The translation side with voices and dubbing in different languages is very interesting, even though it’s still incredibly limited with African languages. You can do a podcast in English and dub the whole episode into Spanish. It’s your voice, but in Spanish. That creates the ability for your podcast to be accessed in a way it couldn’t have been before.

What’s been your experience with AI audio editing?
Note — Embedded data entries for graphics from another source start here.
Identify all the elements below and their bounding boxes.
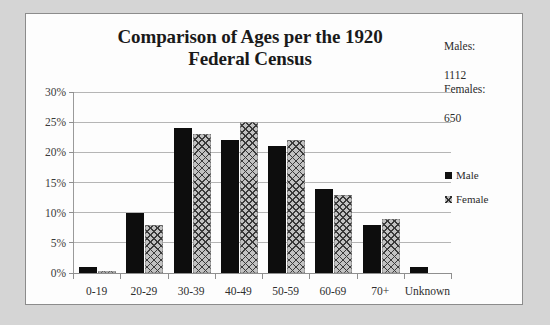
y-tick-5 — [69, 242, 74, 243]
annotation-males-label: Males: — [444, 39, 475, 54]
bar-male-40-49 — [221, 140, 239, 273]
x-axis-label-30-39: 30-39 — [178, 285, 205, 297]
y-axis-label-25%: 25% — [45, 116, 66, 128]
y-tick-10 — [69, 212, 74, 213]
y-tick-30 — [69, 92, 74, 93]
x-axis-label-20-29: 20-29 — [130, 285, 157, 297]
y-axis-label-30%: 30% — [45, 86, 66, 98]
x-axis-label-60-69: 60-69 — [319, 285, 346, 297]
x-tick-6 — [357, 273, 358, 279]
chart-title-line-1: Comparison of Ages per the 1920 — [66, 26, 434, 48]
x-axis-label-Unknown: Unknown — [405, 285, 450, 297]
bar-male-60-69 — [315, 189, 333, 273]
x-axis-label-0-19: 0-19 — [86, 285, 107, 297]
bar-male-70+ — [363, 225, 381, 273]
bar-female-70+ — [382, 219, 400, 273]
y-axis-label-15%: 15% — [45, 177, 66, 189]
legend-item-female: Female — [445, 193, 488, 205]
bar-female-50-59 — [287, 140, 305, 273]
bar-female-30-39 — [193, 134, 211, 273]
gridline-15 — [74, 182, 451, 183]
bar-male-20-29 — [126, 213, 144, 273]
x-tick-8 — [451, 273, 452, 279]
legend-label-male: Male — [456, 169, 479, 181]
chart-panel: Comparison of Ages per the 1920 Federal … — [25, 13, 523, 305]
y-tick-20 — [69, 152, 74, 153]
x-tick-4 — [262, 273, 263, 279]
bar-female-20-29 — [145, 225, 163, 273]
chart-screenshot: Comparison of Ages per the 1920 Federal … — [0, 0, 550, 325]
y-axis-label-0%: 0% — [51, 267, 66, 279]
y-tick-25 — [69, 122, 74, 123]
x-tick-7 — [404, 273, 405, 279]
x-tick-2 — [168, 273, 169, 279]
gridline-30 — [74, 92, 451, 93]
x-tick-3 — [215, 273, 216, 279]
legend-label-female: Female — [456, 193, 488, 205]
bar-male-50-59 — [268, 146, 286, 273]
bar-female-60-69 — [334, 195, 352, 273]
x-tick-1 — [120, 273, 121, 279]
bar-male-30-39 — [174, 128, 192, 273]
chart-legend: Male Female — [445, 169, 488, 217]
x-axis-label-40-49: 40-49 — [225, 285, 252, 297]
chart-title: Comparison of Ages per the 1920 Federal … — [66, 26, 434, 71]
chart-title-line-2: Federal Census — [66, 48, 434, 70]
legend-item-male: Male — [445, 169, 488, 181]
bar-female-40-49 — [240, 122, 258, 273]
gridline-25 — [74, 122, 451, 123]
x-axis-label-50-59: 50-59 — [272, 285, 299, 297]
x-tick-0 — [73, 273, 74, 279]
y-axis-label-10%: 10% — [45, 207, 66, 219]
gridline-20 — [74, 152, 451, 153]
x-axis-label-70+: 70+ — [371, 285, 389, 297]
y-axis-label-20%: 20% — [45, 146, 66, 158]
plot-area: 0%5%10%15%20%25%30% 0-1920-2930-3940-495… — [73, 92, 451, 273]
x-tick-5 — [309, 273, 310, 279]
plot-inner: 0%5%10%15%20%25%30% — [73, 92, 451, 273]
y-tick-15 — [69, 182, 74, 183]
x-axis: 0-1920-2930-3940-4950-5960-6970+Unknown — [73, 273, 451, 313]
y-axis-label-5%: 5% — [51, 237, 66, 249]
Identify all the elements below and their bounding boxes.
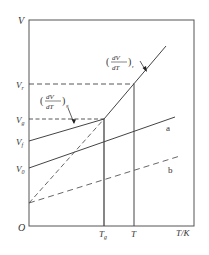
vg-label: Vg	[16, 115, 25, 126]
svg-text:): )	[128, 56, 131, 68]
line-b-label: b	[168, 165, 173, 175]
glass-line	[29, 119, 104, 141]
line-a	[29, 117, 175, 168]
deriv-g-annotation: ( dV dT ) g	[40, 93, 69, 111]
y-axis-label: V	[18, 15, 26, 26]
free-volume-guide	[29, 119, 104, 203]
x-axis-label: T/K	[176, 228, 191, 238]
svg-text:dT: dT	[46, 103, 55, 111]
vr-label: Vr	[16, 80, 25, 91]
svg-text:dV: dV	[46, 93, 55, 101]
origin-label: O	[18, 222, 25, 233]
svg-text:g: g	[66, 103, 69, 108]
svg-text:r: r	[132, 64, 134, 69]
svg-text:): )	[62, 95, 65, 107]
deriv-r-annotation: ( dV dT ) r	[106, 54, 134, 72]
t-label: T	[131, 229, 137, 239]
arrow-g-head	[72, 119, 77, 124]
svg-text:(: (	[106, 56, 110, 68]
v0-label: V0	[16, 164, 25, 175]
svg-text:(: (	[40, 95, 44, 107]
svg-text:dV: dV	[112, 54, 121, 62]
line-a-label: a	[166, 123, 170, 133]
tg-label: Tg	[99, 229, 107, 240]
volume-temperature-diagram: V O T/K Vr Vg Vf V0 Tg T a b ( dV dT ) g…	[0, 0, 209, 255]
svg-text:dT: dT	[112, 64, 121, 72]
vf-label: Vf	[16, 137, 25, 148]
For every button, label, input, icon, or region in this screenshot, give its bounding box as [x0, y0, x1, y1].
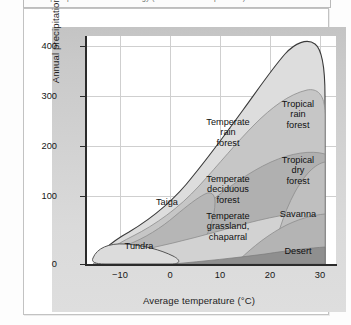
figure-page: …of precipitation and heat energy (measu…	[0, 0, 351, 325]
y-tick-label-0: 0	[23, 259, 57, 269]
x-tick-label-0: 0	[150, 270, 190, 280]
y-axis-line	[85, 36, 87, 266]
y-tick-label-400: 400	[23, 41, 57, 51]
chart-panel: Annual precipitation (cm) 400 300 200 10…	[52, 27, 346, 312]
x-tick-label-minus10: −10	[100, 270, 140, 280]
x-axis-line	[85, 264, 337, 266]
caption-fragment-text: …of precipitation and heat energy (measu…	[34, 0, 245, 2]
y-tick-label-300: 300	[23, 91, 57, 101]
y-tick-label-100: 100	[23, 191, 57, 201]
y-tick-label-200: 200	[23, 141, 57, 151]
caption-strip: …of precipitation and heat energy (measu…	[23, 0, 331, 8]
x-tick-label-10: 10	[200, 270, 240, 280]
x-axis-title: Average temperature (°C)	[52, 295, 346, 306]
x-tick-label-20: 20	[250, 270, 290, 280]
x-tick-label-30: 30	[300, 270, 340, 280]
biome-regions-svg	[85, 36, 336, 265]
figure-frame: Annual precipitation (cm) 400 300 200 10…	[23, 8, 329, 315]
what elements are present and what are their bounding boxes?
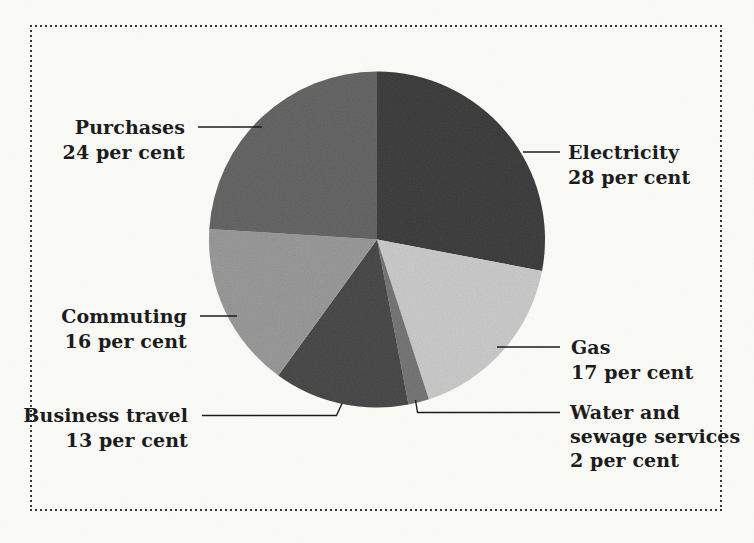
slice-name-line2: sewage services (570, 424, 740, 448)
slice-value: 28 per cent (568, 165, 690, 190)
slice-value: 24 per cent (63, 140, 185, 165)
slice-value: 13 per cent (23, 428, 188, 453)
label-purchases: Purchases 24 per cent (63, 115, 185, 165)
slice-value: 16 per cent (61, 329, 187, 354)
label-gas: Gas 17 per cent (571, 335, 693, 385)
label-water: Water and sewage services 2 per cent (570, 400, 740, 472)
label-electricity: Electricity 28 per cent (568, 140, 690, 190)
figure-page: Purchases 24 per cent Electricity 28 per… (0, 0, 754, 543)
slice-name: Water and (570, 400, 740, 424)
slice-name: Business travel (23, 403, 188, 428)
slice-name: Commuting (61, 304, 187, 329)
label-commuting: Commuting 16 per cent (61, 304, 187, 354)
slice-name: Electricity (568, 140, 690, 165)
slice-value: 17 per cent (571, 360, 693, 385)
slice-name: Purchases (63, 115, 185, 140)
slice-name: Gas (571, 335, 693, 360)
label-business-travel: Business travel 13 per cent (23, 403, 188, 453)
slice-value: 2 per cent (570, 448, 740, 472)
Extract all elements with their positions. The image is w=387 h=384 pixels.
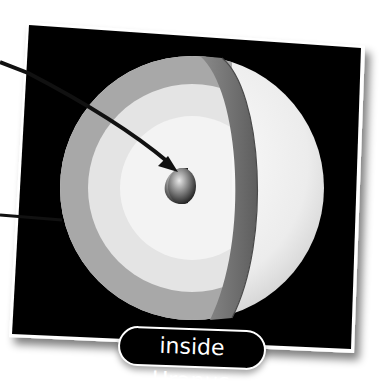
uranus-diagram (0, 0, 387, 384)
diagram-title-label: inside Uranus (117, 325, 266, 370)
It works but not well enough, in my opinion. I mean, I think if you were starting today and learning on an editing platform like Descript, you might have a different opinion. But if you’re kind of dyed in the wool with some things, like I am, I have that feeling that I could just do it quicker. The other positive side is post-production work, which is getting better and better. Ten years ago, you couldn't really clean a lot up if you had bad audio. You’d just have to re-record. Now it’s improving at a very quick pace and that's positive in terms of recording interviews if you don’t have a quiet place to go. In general, the leaps in post-production capabilities over the last year have been huge.

Are these tools affordable?

They are expensive, and they’ll take time to kind of trickle down. When I was in Ethiopia, people were saying that they were sure these tools would reach them, but by the time they were free or even affordable, people there will have been left behind in terms of tool creation and making inroads into the revenue side of things.

Early this year, you wrote that you were bullish about the outlook for 2024 when it comes to content creation and AI. Has that changed?

I feel that you've caught me on a negative day around this. When I wrote that, I was thinking that in terms of people being able to produce more content from the journalism that they're doing. We know journalism hits limits because it's linked to language, to being on websites without much traffic, etc. I think content creation tools are going to unlock a lot of that. I like this idea of, for example, taking content that appears on community radio and trying to get that into the mainstream press. I think AI tools, if they're used well, will supercharge that.

Give me an example.

Say you do work at a community radio station, and you've got an hour-long interview about a water crisis in a township. In theory, you can record that and with AI transcribe it and then translate it into English. And then take that huge document and compress it into a 150-word article. Then a newspaper will publish it or put it on a website. Without AI tools, it would take someone quite a while to do that.

Any final words?

Regarding experimentation, for podcasters, it’s worthwhile for them to explore AI tools to see if they can automate certain processes. But they should think about how much they want to hand over to AI. I've really struggled in terms of making podcasts with AI that I’m fully engaged with. I found it difficult to automate some bits and do other bits myself because, well, I just don't really want to work that way. But it’s important to figure out how much you want to give over and how much you want to keep for yourself. That’s key to this whole thing, I think.